Spanking the Monkey
Upon looking back at 2003, Americans believed Saddam had weapons of mass destruction, we were in Afghanistan helping women's rights, and also, when rating between the likelihood that the Virgin Birth of Jesus or evolution is fact, we favored the Immaculate Conception 3 to 1.
So really I shouldn't be surprised, but I am frequently astounded. For instance, I know that it isn't quite the journal of the American Academy of Arts and Science, but ever since November of 2006 when National Geographic printed stories like "the Origin of Childhood" and "From Fins to Wings,” they have received a barrage of hate mail questioning scientific competence and declaring war on intellect. They still get mail about it, even today.
It too is no secret that, in America today, over 50 percent of people believe in Creationism over Evolution --which puts us in our own special category of ignorance that is impossible to find anywhere else in the western world. So really I shouldn't be surprised, but I am.
I am surprised when the Czech Republic, formerly of the "Iron Curtain," ranks five places higher (15th) than the United States (20th) in the table of child well being.
I am surprised when, despite the pleas of many in the international community and several former detainees, a military investigation "finds" no evidence of abuse at Guantanamo bay, and an American appeals court upholds an "anti-terrorism provision" that violates both the habeas corpus and the human rights of the inmates.
I am surprised when politics and religion bleed into our education system, distorting the very beliefs held as fact. I am surprised, but perhaps I shouldn't be.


Task to complete: From the records below, find each line with the string "bounding" and copy it.
-------- Task data --------
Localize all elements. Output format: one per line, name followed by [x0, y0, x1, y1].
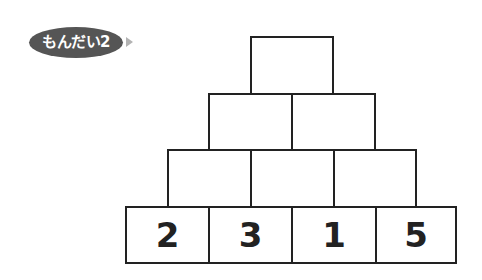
pyramid-cell-r4-c4: 5 [375, 206, 457, 264]
pyramid-cell-r4-c1: 2 [125, 206, 210, 264]
pyramid-cell-r3-c3[interactable] [333, 149, 417, 208]
pyramid-cell-r2-c1[interactable] [208, 93, 293, 151]
pyramid-cell-r1-c1[interactable] [250, 36, 334, 95]
pyramid-cell-r4-c2: 3 [208, 206, 293, 264]
pyramid-cell-r3-c2[interactable] [250, 149, 335, 208]
triangle-right-icon [126, 37, 133, 47]
pyramid-cell-r2-c2[interactable] [291, 93, 376, 151]
problem-badge: もんだい2 [29, 27, 123, 58]
pyramid-cell-r3-c1[interactable] [167, 149, 252, 208]
pyramid-cell-r4-c3: 1 [291, 206, 377, 264]
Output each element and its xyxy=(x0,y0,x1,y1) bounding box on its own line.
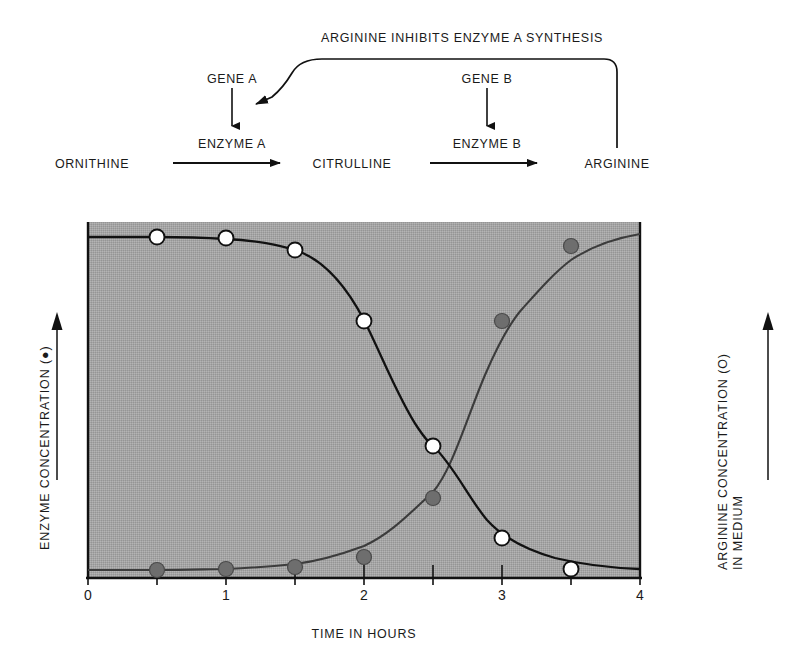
y-axis-right-title-line1: ARGININE CONCENTRATION (O) xyxy=(716,353,731,570)
chart: 0 1 2 3 4 TIME IN HOURS ENZYME CONCENTRA… xyxy=(0,0,796,669)
xtick-label-3: 3 xyxy=(498,587,506,603)
xtick-label-0: 0 xyxy=(84,587,92,603)
xtick-label-1: 1 xyxy=(222,587,230,603)
xtick-label-4: 4 xyxy=(636,587,644,603)
y-axis-right-title-line2: IN MEDIUM xyxy=(731,353,746,570)
y-axis-right-title: ARGININE CONCENTRATION (O) IN MEDIUM xyxy=(716,353,746,570)
right-axis-direction-arrow xyxy=(763,312,774,480)
y-axis-left-title: ENZYME CONCENTRATION (●) xyxy=(38,345,53,550)
series-arginine-markers xyxy=(150,239,579,578)
series-enzyme-line xyxy=(88,237,640,569)
series-arginine-line xyxy=(88,234,640,570)
x-axis-title: TIME IN HOURS xyxy=(312,627,417,641)
left-axis-direction-arrow xyxy=(52,312,63,480)
figure-root: ARGININE INHIBITS ENZYME A SYNTHESIS GEN… xyxy=(0,0,796,669)
series-enzyme-markers xyxy=(150,230,579,577)
xtick-label-2: 2 xyxy=(360,587,368,603)
chart-canvas xyxy=(0,0,796,669)
x-axis-ticks xyxy=(88,565,640,585)
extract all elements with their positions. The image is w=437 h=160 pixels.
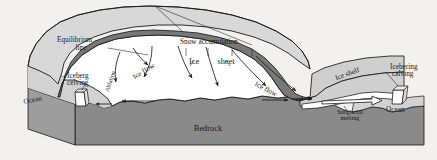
label-ice-sheet-word2: sheet	[217, 57, 235, 66]
iceberg-calving-block-left	[75, 89, 89, 106]
label-equilibrium-line-2: line	[76, 43, 87, 52]
label-snow-accumulation: Snow accumulation	[180, 37, 238, 46]
label-ice-sheet-word1: Ice	[189, 57, 200, 66]
label-iceberg-calving-right-2: calving	[392, 69, 414, 78]
label-iceberg-calving-left-2: celving	[67, 78, 89, 87]
label-ocean-right: Ocean	[386, 105, 405, 114]
label-bedrock: Bedrock	[194, 124, 223, 133]
ice-sheet-diagram: Equilibrium line Snow accumulation Ice s…	[0, 0, 437, 160]
label-subglacial-melting-2: melting	[341, 114, 360, 121]
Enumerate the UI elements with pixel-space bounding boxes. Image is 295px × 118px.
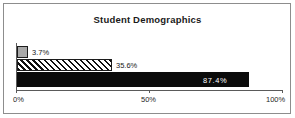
bar-label-series-2: 35.6% bbox=[116, 61, 137, 70]
x-axis-tick-50 bbox=[149, 90, 150, 93]
bar-chart-figure: Student Demographics 0% 50% 100% 3.7% 35… bbox=[0, 0, 295, 118]
x-axis-tick-label-0: 0% bbox=[13, 95, 24, 104]
bar-series-1 bbox=[17, 46, 28, 58]
chart-title: Student Demographics bbox=[0, 14, 295, 25]
x-axis-tick-0 bbox=[16, 90, 17, 93]
bar-series-2 bbox=[17, 59, 112, 71]
bar-label-series-1: 3.7% bbox=[32, 48, 49, 57]
x-axis-tick-label-100: 100% bbox=[266, 95, 285, 104]
x-axis-tick-label-50: 50% bbox=[141, 95, 156, 104]
bar-label-series-3: 87.4% bbox=[203, 76, 227, 85]
x-axis-tick-100 bbox=[282, 90, 283, 93]
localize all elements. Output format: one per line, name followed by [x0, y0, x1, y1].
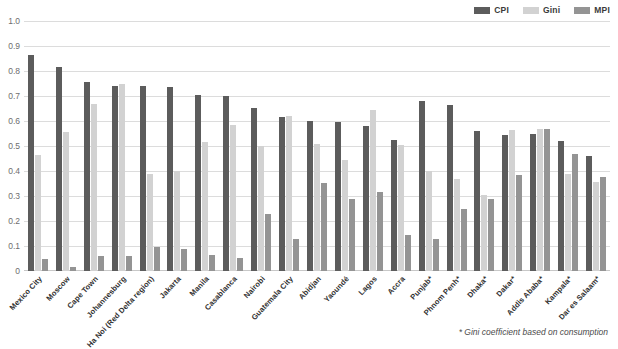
bar-cpi[interactable]	[586, 156, 592, 271]
bar-gini[interactable]	[537, 129, 543, 272]
bar-gini[interactable]	[91, 104, 97, 271]
x-axis-tick-label: Abidjan	[298, 275, 323, 301]
bar-cpi[interactable]	[447, 105, 453, 271]
x-axis-tick-label: Accra	[386, 275, 406, 296]
bar-cpi[interactable]	[167, 87, 173, 271]
bar-mpi[interactable]	[126, 256, 132, 271]
bar-gini[interactable]	[509, 130, 515, 271]
bar-mpi[interactable]	[377, 192, 383, 271]
bar-gini[interactable]	[63, 132, 69, 272]
bar-group	[359, 21, 387, 271]
bar-mpi[interactable]	[154, 247, 160, 271]
bar-gini[interactable]	[593, 182, 599, 271]
x-axis-tick-label: Moscow	[45, 275, 71, 303]
bar-cpi[interactable]	[335, 122, 341, 271]
bar-cpi[interactable]	[223, 96, 229, 271]
legend-entry-cpi[interactable]: CPI	[474, 6, 509, 15]
bar-mpi[interactable]	[461, 209, 467, 272]
bar-mpi[interactable]	[405, 235, 411, 271]
x-axis-tick-label: Dhaka*	[466, 275, 490, 299]
y-axis-tick-label: 0.2	[8, 217, 20, 226]
legend-swatch-icon	[474, 7, 490, 14]
x-axis-tick-label: Dakar*	[496, 275, 518, 298]
bar-cpi[interactable]	[558, 141, 564, 271]
x-axis-tick-label: Nairobi	[243, 275, 267, 300]
bar-mpi[interactable]	[98, 256, 104, 271]
bar-gini[interactable]	[481, 195, 487, 271]
bar-group	[387, 21, 415, 271]
bar-group	[80, 21, 108, 271]
bar-group	[415, 21, 443, 271]
bar-gini[interactable]	[342, 160, 348, 271]
bar-gini[interactable]	[147, 174, 153, 272]
bar-gini[interactable]	[426, 171, 432, 271]
bar-cpi[interactable]	[474, 131, 480, 271]
bar-group	[498, 21, 526, 271]
bar-mpi[interactable]	[433, 239, 439, 271]
chart-legend: CPIGiniMPI	[474, 3, 610, 17]
bar-cpi[interactable]	[502, 135, 508, 271]
bar-gini[interactable]	[314, 144, 320, 272]
legend-label: CPI	[494, 6, 509, 15]
bar-mpi[interactable]	[488, 199, 494, 272]
x-axis-tick-label: Mexico City	[8, 275, 43, 312]
bar-cpi[interactable]	[419, 101, 425, 271]
bar-cpi[interactable]	[56, 67, 62, 271]
bar-gini[interactable]	[398, 145, 404, 271]
bar-mpi[interactable]	[237, 258, 243, 271]
bar-cpi[interactable]	[28, 55, 34, 271]
bar-mpi[interactable]	[544, 129, 550, 272]
bar-gini[interactable]	[370, 110, 376, 271]
bar-gini[interactable]	[565, 174, 571, 272]
x-axis-tick-label: Manila	[189, 275, 211, 298]
bar-cpi[interactable]	[251, 108, 257, 271]
bar-mpi[interactable]	[181, 249, 187, 271]
bar-group	[275, 21, 303, 271]
chart-footnote: * Gini coefficient based on consumption	[459, 327, 608, 337]
bar-group	[52, 21, 80, 271]
bar-mpi[interactable]	[349, 199, 355, 272]
x-axis-tick-label: Punjab*	[409, 275, 434, 301]
bar-gini[interactable]	[174, 171, 180, 271]
bar-group	[24, 21, 52, 271]
legend-entry-gini[interactable]: Gini	[523, 6, 560, 15]
bar-cpi[interactable]	[112, 86, 118, 272]
bar-group	[247, 21, 275, 271]
bar-gini[interactable]	[202, 142, 208, 271]
legend-swatch-icon	[574, 7, 590, 14]
bar-group	[136, 21, 164, 271]
legend-label: Gini	[543, 6, 560, 15]
bar-gini[interactable]	[258, 146, 264, 271]
bar-group	[526, 21, 554, 271]
bar-cpi[interactable]	[363, 126, 369, 271]
bar-cpi[interactable]	[279, 117, 285, 271]
y-axis-tick-label: 0.1	[8, 242, 20, 251]
bar-cpi[interactable]	[84, 82, 90, 271]
bar-group	[303, 21, 331, 271]
bar-cpi[interactable]	[391, 140, 397, 271]
bar-mpi[interactable]	[209, 255, 215, 272]
bar-gini[interactable]	[119, 84, 125, 272]
legend-swatch-icon	[523, 7, 539, 14]
bar-mpi[interactable]	[70, 267, 76, 271]
bar-gini[interactable]	[230, 125, 236, 272]
bar-gini[interactable]	[454, 179, 460, 272]
x-axis-tick-label: Jakarta	[159, 275, 183, 300]
y-axis-tick-label: 0.8	[8, 67, 20, 76]
bar-mpi[interactable]	[600, 177, 606, 271]
bar-mpi[interactable]	[572, 154, 578, 272]
bar-mpi[interactable]	[321, 183, 327, 271]
bar-mpi[interactable]	[293, 239, 299, 271]
bar-group	[443, 21, 471, 271]
bar-gini[interactable]	[286, 116, 292, 271]
bar-mpi[interactable]	[516, 175, 522, 271]
bar-cpi[interactable]	[140, 86, 146, 272]
bar-gini[interactable]	[35, 155, 41, 271]
bar-mpi[interactable]	[42, 259, 48, 272]
bar-cpi[interactable]	[530, 134, 536, 272]
legend-entry-mpi[interactable]: MPI	[574, 6, 610, 15]
bar-mpi[interactable]	[265, 214, 271, 272]
legend-label: MPI	[594, 6, 610, 15]
bar-cpi[interactable]	[307, 121, 313, 271]
bar-cpi[interactable]	[195, 95, 201, 271]
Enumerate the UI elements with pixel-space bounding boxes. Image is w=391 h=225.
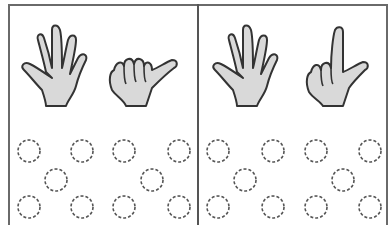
open-hand-icon [22, 26, 86, 107]
left-panel [18, 26, 190, 219]
dashed-circles-right [207, 140, 381, 218]
right-panel [207, 26, 381, 219]
index-thumb-hand-icon [307, 27, 368, 106]
thumb-hand-icon [110, 59, 177, 106]
worksheet-art [0, 0, 391, 225]
open-hand-icon [213, 26, 277, 107]
dashed-circles-left [18, 140, 190, 218]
--------
Task response:
Output each element and its xyxy=(x0,y0,x1,y1) bounding box on its own line.
Enumerate the UI elements with pixel-space bounding boxes. Image is 295px × 118px.
Enumerate the UI elements with pixel-space bounding boxes. Image is w=391 h=225.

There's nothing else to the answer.